When the question of exploitation by the bureaucracy comes up, authoritarian communists think they have solved the problem of purification of government by the abolition of private property. No one has property, how can anyone exploit,” they adroitly reason. We have no rulers only directors,” and such finangling with words deluding no one but themselves. “One man can only eat and wear so much.” they triumphantly exclaim to their questioner though what this proves is difficult to see. It surely applies as well under the present regime. Such individuals seem to limit man to just a consuming apparatus to be delivered enough fuel to keep up activity, a sort of phallus appended to an alimentary canal. Will despotism cease because of a possible (though not probable) forcible equalization of incomes? Is it not idle to discuss with persons to whom the concepts justice, freedom, and honor are incomprehensible and “metaphysical.” These they sneer at as “bourgeois” ideas. They change the terms of their moral code, Bourgeois meaning “bad” and proletarian “good”. To those for whom everything in life is expressed in sex and food — prudence, curiosity, the will to power, the will to knowledge, and a genuine social consciousness are meaningless. One has but to note that the greatest gourmands and the most sensual have offered very little to progress and that the greatest thinkers and humanitarians were generally most temperate and even ascetics to confute this pig philosophy.

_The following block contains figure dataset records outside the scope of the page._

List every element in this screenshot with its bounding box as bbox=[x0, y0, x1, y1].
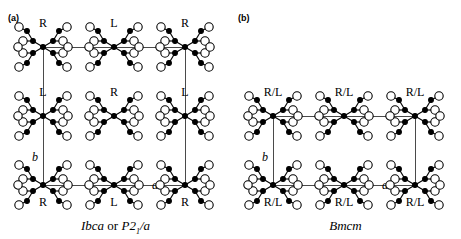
chirality-label-a-r3c2: L bbox=[110, 196, 117, 208]
chirality-label-a-r3c3: R bbox=[181, 196, 189, 208]
caption-a-part1: Ibca bbox=[81, 218, 104, 233]
caption-a-part2-tail: /a bbox=[140, 218, 150, 233]
chirality-label-b-r1c3: R/L bbox=[406, 86, 425, 98]
caption-panel-b: Bmcm bbox=[230, 218, 461, 234]
chirality-label-a-r1c1: R bbox=[39, 17, 47, 29]
chirality-label-b-r1c1: R/L bbox=[264, 86, 283, 98]
chirality-label-b-r2c2: R/L bbox=[335, 196, 354, 208]
chirality-label-a-r2c1: L bbox=[39, 86, 46, 98]
panel-b: (b) b a bbox=[230, 0, 461, 239]
chirality-label-a-r2c2: R bbox=[110, 86, 118, 98]
caption-a-conjunction: or bbox=[107, 218, 118, 233]
caption-b-part1: Bmcm bbox=[329, 218, 362, 233]
chirality-label-a-r1c2: L bbox=[110, 17, 117, 29]
caption-a-part2-base: P2 bbox=[121, 218, 135, 233]
chirality-label-b-r2c1: R/L bbox=[264, 196, 283, 208]
chirality-label-a-r2c3: L bbox=[181, 86, 188, 98]
chirality-label-b-r2c3: R/L bbox=[406, 196, 425, 208]
panel-b-label: (b) bbox=[238, 13, 250, 23]
panel-a: (a) b a bbox=[0, 0, 231, 239]
chirality-label-b-r1c2: R/L bbox=[335, 86, 354, 98]
chirality-label-a-r3c1: R bbox=[39, 196, 47, 208]
chirality-label-a-r1c3: R bbox=[181, 17, 189, 29]
caption-panel-a: Ibca or P21/a bbox=[0, 218, 231, 236]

The motives of men cannot be assumed to be consciously directed for social betterment but for individual betterment. Free competition becomes a beneficial force unconsciously, and the affluence it will bring automatically eases the struggle for mere existence thereby giving opportunity for self-centeredness to relax and sympathy and neighborliness to express themselves. But whether the motives of men competing be that of hate or love, the results are the same. What a man’s motives are is not always important. It is the effects of his actions that count. Socialists and communists are certainly humanitarian in motive but, unfortunately, their methods would effect the worst form of bureaucratic tyranny this awry world has ever witnessed. For such would be the effects of centralized authority backed by arbitrary power to enforce its commands.

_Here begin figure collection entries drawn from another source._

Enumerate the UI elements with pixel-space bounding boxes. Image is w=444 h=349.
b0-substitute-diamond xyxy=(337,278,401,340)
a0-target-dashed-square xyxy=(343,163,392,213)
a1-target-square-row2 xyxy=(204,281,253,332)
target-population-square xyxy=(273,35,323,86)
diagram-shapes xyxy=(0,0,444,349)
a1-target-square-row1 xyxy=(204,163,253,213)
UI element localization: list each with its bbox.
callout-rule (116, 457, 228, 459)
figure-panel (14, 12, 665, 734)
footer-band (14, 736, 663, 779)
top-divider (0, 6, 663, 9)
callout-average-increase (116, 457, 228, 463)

The futility of trying to reform the world by preaching and exhorting men to be good should be obvious by the failure of nearly 2000 years of Christianity. True, its interpretations have been mostly bogus and hypocritical but it essentially remains a “brother’s keeper” creed. This will have to be replaced by the ethic that one must not prey upon his brother but let him discover his own “salvation”. But even this is not enough. The realization of the fundamental law of self-interest must replace the false and weakening beliefs in the paternal interest of external agencies. Sociability cannot be forced, it must come from such an economic change as will promote it. “Sociability” achieved in any other way becomes hypocrisy.

Perhaps it will be illuminating to get a close-up of the marvelous effects of competition and liberty without which progress is retarded and slavery results. Let us therefore survey the results of applying them to different phases of social life.